-- MATERIAL TO PROCESS follows --

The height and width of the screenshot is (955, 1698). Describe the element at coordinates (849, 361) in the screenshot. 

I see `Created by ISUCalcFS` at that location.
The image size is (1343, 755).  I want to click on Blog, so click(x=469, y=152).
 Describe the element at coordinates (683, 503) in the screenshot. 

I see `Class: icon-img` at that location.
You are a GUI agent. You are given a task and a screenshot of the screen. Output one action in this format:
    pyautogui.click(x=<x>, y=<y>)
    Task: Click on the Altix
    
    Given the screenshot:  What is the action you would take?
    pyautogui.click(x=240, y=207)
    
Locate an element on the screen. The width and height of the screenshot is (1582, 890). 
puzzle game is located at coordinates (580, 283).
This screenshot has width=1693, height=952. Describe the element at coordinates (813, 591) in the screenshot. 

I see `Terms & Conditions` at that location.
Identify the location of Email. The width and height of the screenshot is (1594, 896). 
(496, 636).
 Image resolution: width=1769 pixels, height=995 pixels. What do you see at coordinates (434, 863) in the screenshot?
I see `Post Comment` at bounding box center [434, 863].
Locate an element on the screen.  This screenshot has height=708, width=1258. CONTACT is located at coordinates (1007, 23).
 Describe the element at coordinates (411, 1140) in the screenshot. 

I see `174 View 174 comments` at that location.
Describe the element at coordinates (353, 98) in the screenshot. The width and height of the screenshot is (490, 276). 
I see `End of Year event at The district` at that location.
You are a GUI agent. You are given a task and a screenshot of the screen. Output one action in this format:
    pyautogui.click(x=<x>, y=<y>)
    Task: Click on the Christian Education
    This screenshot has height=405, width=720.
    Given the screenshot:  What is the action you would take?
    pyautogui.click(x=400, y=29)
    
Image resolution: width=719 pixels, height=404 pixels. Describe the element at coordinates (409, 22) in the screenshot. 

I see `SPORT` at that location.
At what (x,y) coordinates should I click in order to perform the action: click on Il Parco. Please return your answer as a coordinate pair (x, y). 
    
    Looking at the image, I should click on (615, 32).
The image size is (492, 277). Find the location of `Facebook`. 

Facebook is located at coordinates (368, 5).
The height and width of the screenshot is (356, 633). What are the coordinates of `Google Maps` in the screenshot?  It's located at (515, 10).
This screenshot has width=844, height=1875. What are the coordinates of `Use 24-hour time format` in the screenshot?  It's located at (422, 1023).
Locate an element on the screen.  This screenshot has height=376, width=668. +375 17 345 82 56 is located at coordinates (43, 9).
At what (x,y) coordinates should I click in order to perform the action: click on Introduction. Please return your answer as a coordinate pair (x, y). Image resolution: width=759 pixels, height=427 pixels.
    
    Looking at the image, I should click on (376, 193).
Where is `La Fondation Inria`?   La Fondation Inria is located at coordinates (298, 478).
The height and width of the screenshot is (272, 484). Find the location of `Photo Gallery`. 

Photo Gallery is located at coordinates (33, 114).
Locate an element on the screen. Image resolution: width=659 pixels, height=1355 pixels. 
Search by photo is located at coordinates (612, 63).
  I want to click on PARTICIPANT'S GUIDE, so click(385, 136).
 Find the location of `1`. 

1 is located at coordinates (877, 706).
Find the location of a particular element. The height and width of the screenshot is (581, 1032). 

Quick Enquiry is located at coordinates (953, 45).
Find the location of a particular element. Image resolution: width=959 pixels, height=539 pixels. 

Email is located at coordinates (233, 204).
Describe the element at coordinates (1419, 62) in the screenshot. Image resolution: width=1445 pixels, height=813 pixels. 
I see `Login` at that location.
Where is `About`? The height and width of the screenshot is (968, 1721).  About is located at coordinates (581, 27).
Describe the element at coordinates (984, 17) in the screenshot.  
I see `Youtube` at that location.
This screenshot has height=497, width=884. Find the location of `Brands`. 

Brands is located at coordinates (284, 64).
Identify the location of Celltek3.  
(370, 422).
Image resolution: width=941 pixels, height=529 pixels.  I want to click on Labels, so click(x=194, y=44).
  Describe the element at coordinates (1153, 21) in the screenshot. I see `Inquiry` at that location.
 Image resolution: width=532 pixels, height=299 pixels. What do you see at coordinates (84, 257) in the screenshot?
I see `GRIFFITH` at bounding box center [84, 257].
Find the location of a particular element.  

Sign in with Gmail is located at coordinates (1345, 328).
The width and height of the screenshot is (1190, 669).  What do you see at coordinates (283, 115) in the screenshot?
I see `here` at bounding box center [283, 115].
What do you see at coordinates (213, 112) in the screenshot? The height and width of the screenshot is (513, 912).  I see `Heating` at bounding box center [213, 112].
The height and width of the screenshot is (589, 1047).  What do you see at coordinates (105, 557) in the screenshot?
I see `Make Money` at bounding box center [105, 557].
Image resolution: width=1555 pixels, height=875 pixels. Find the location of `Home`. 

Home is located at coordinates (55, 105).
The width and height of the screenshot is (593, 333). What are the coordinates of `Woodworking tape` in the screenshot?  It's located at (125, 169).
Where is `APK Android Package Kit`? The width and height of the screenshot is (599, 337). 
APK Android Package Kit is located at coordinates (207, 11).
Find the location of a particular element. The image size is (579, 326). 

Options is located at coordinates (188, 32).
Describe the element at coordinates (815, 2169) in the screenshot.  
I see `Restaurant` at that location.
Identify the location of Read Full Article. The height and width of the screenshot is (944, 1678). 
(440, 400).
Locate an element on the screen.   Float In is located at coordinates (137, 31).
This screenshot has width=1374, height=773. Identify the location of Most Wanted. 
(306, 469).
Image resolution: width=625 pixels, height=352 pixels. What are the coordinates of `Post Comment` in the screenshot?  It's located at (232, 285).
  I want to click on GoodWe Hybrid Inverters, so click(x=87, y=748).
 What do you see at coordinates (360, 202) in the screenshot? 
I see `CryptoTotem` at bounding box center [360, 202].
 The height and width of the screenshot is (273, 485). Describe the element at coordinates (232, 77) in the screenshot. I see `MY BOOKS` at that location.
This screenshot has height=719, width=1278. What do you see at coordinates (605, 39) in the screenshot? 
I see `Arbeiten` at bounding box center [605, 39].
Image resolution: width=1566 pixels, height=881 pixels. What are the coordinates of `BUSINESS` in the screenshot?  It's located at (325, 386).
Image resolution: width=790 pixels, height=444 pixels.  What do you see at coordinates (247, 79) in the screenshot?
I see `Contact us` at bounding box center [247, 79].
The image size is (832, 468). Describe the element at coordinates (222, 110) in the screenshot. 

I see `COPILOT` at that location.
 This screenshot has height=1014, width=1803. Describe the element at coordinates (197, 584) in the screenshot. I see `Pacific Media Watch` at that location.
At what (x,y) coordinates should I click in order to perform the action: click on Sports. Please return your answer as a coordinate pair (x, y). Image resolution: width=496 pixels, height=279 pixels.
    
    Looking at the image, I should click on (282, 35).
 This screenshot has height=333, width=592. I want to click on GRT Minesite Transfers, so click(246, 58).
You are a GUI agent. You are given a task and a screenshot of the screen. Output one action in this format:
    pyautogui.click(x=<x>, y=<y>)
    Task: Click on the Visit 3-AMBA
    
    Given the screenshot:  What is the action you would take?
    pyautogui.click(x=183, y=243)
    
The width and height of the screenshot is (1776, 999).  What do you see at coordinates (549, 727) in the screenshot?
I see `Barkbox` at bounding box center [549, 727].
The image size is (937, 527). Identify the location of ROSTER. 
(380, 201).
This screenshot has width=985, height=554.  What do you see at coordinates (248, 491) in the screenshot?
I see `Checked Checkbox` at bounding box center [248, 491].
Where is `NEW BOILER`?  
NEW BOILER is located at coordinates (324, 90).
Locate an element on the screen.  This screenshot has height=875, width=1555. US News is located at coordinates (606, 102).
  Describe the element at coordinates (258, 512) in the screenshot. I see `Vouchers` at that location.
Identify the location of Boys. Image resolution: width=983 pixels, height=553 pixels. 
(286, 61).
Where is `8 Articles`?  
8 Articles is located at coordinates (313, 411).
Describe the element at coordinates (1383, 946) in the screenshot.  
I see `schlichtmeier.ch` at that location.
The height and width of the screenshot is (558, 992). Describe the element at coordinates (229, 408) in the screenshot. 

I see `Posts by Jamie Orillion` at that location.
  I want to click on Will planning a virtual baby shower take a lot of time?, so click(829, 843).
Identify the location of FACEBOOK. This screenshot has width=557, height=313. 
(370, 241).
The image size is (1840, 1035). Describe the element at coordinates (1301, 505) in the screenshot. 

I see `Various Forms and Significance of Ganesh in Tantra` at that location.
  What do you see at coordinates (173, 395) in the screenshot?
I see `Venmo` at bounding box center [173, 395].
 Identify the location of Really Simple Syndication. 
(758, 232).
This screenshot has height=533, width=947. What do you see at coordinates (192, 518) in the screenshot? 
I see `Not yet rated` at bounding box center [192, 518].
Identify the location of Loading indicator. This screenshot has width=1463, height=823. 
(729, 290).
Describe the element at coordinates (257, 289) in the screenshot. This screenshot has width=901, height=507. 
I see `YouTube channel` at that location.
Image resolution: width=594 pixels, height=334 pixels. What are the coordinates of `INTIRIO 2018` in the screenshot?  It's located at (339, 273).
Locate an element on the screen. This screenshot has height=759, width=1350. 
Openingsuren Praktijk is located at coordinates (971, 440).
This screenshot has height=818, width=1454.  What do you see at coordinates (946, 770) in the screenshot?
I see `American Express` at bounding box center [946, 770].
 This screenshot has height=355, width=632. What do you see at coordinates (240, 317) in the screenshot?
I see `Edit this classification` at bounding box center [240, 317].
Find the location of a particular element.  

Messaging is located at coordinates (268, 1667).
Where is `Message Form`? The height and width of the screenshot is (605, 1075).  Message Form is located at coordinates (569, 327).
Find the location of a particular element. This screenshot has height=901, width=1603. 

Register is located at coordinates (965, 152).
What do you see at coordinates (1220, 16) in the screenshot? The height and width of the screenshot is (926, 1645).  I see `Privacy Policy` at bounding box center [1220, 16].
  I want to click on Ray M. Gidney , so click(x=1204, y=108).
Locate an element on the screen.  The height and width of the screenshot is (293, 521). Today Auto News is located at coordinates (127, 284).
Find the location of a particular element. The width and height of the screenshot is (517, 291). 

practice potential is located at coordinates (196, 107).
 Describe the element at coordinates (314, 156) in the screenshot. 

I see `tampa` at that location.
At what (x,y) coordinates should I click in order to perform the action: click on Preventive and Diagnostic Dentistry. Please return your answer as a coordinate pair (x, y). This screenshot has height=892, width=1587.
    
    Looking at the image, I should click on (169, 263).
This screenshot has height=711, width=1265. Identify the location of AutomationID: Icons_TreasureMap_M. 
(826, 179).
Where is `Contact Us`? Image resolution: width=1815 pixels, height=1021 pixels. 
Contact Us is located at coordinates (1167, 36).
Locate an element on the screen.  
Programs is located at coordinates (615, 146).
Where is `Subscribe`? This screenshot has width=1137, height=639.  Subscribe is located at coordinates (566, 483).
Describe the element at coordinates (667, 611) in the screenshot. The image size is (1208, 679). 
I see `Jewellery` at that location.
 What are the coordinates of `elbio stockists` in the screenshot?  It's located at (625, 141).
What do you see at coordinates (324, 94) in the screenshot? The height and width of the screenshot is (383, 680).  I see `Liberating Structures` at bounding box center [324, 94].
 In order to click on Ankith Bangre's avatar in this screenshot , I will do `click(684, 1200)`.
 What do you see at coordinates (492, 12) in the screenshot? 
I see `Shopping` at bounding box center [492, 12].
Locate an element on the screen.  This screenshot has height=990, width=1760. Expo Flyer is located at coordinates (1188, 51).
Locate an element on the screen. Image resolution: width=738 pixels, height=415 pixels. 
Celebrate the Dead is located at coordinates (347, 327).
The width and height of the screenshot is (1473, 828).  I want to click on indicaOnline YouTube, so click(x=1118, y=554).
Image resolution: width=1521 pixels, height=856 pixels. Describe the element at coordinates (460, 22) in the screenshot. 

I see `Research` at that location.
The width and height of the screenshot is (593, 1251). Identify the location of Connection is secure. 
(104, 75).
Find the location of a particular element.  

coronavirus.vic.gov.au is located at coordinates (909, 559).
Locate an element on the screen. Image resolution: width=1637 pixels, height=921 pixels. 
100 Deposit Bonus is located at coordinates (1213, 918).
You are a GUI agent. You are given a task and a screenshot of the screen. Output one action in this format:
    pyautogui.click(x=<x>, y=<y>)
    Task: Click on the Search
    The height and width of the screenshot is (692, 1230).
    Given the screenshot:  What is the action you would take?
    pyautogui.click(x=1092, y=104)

-- MATERIAL TO PROCESS concluded --

_ACTIVITY_
Output nothing but the line containing "What do you see at coordinates (492, 12)" and each line after it in the entries above, exactly as written.

_WRITTEN SOLUTION_
 What do you see at coordinates (492, 12) in the screenshot? 
I see `Shopping` at bounding box center [492, 12].
Locate an element on the screen.  This screenshot has height=990, width=1760. Expo Flyer is located at coordinates (1188, 51).
Locate an element on the screen. Image resolution: width=738 pixels, height=415 pixels. 
Celebrate the Dead is located at coordinates (347, 327).
The width and height of the screenshot is (1473, 828).  I want to click on indicaOnline YouTube, so click(x=1118, y=554).
Image resolution: width=1521 pixels, height=856 pixels. Describe the element at coordinates (460, 22) in the screenshot. 

I see `Research` at that location.
The width and height of the screenshot is (593, 1251). Identify the location of Connection is secure. 
(104, 75).
Find the location of a particular element.  

coronavirus.vic.gov.au is located at coordinates (909, 559).
Locate an element on the screen. Image resolution: width=1637 pixels, height=921 pixels. 
100 Deposit Bonus is located at coordinates (1213, 918).
You are a GUI agent. You are given a task and a screenshot of the screen. Output one action in this format:
    pyautogui.click(x=<x>, y=<y>)
    Task: Click on the Search
    The height and width of the screenshot is (692, 1230).
    Given the screenshot:  What is the action you would take?
    pyautogui.click(x=1092, y=104)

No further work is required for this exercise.